Chris Minns vs Mark McGowan GST battle on cards
WA Labor Premier Mark McGowan is facing a fight with his NSW ALP colleagues to hold on to the GST arrangement that has pumped billions of extra dollars into his state.
West Australian Labor Premier Mark McGowan is facing a fight with his NSW ALP colleagues to hold on to the GST arrangement that has pumped billions of extra dollars into his state and helped make it the only one to run a budget surplus.
NSW Labor leader Chris Minns on Sunday said NSW was “entitled to more” of the GST, raising the prospect of the Albanese government having to ignore Labor governments in the two most populous states if it is to maintain current arrangements.
Asked to respond to Mr Minns’ latest comments, a spokesman for Mr McGowan said the federal government had already “categorically ruled out” changing WA’s share of the GST.

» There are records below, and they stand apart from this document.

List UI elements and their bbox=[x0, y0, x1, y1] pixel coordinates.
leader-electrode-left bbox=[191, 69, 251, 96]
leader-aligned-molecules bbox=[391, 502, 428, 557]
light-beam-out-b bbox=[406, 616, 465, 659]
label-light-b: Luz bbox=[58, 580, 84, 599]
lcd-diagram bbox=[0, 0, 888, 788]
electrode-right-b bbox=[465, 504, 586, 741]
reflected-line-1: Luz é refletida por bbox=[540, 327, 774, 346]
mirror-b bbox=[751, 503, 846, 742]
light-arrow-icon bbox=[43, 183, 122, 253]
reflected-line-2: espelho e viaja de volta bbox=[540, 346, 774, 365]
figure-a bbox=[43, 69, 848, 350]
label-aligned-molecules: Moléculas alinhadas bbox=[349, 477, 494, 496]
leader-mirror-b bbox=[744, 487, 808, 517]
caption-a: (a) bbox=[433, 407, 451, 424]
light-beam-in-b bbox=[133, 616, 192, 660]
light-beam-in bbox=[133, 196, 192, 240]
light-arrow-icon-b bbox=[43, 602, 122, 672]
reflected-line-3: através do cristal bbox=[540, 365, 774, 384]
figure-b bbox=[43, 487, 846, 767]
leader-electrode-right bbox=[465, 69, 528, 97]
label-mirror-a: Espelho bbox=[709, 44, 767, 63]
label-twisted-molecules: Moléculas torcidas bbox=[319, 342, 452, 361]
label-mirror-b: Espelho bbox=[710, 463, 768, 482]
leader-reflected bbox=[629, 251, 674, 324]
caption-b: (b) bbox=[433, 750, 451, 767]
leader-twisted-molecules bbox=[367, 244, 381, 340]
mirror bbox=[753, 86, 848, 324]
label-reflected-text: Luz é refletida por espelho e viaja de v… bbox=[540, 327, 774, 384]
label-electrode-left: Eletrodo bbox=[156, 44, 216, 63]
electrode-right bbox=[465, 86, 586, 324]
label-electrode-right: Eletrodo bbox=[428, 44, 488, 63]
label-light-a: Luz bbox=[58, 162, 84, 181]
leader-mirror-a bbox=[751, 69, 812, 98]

The spokesman blamed the latest tensions on the incumbent Perrottet government. “The real issue in NSW is the financial mismanagement of the Liberal-Nationals government, which has presided over record debt and record deficits – which has nothing to do with NSW’s GST share,” a WA government spokesman said. “In fact, NSW has benefited from extra GST, as a result of WA’s strong economy and a larger GST pool.”
Under the deal introduced by the Turnbull government in 2018, WA is guaranteed to keep at least 70c of every dollar of GST revenue it generates. That rises to 75c in the dollar in 2024-25.
The billions of dollars of iron ore royalties WA receives every year would have otherwise meant the state’s GST share would have fallen to about 10c in the dollar under the equalisation formula previously used to carve up the GST pool.
The 2018 deal also included a no-worse-off provision for other states, which sees the share that would otherwise be lost to WA topped up by the commonwealth. That arrangement expires in 2026.
Mr McGowan’s decision in 2021 to appoint himself Treasurer was in large part due to concerns that other states would seek to unwind the GST deal.
He has repeatedly clashed on the issue with NSW Premier Dominic Perrottet.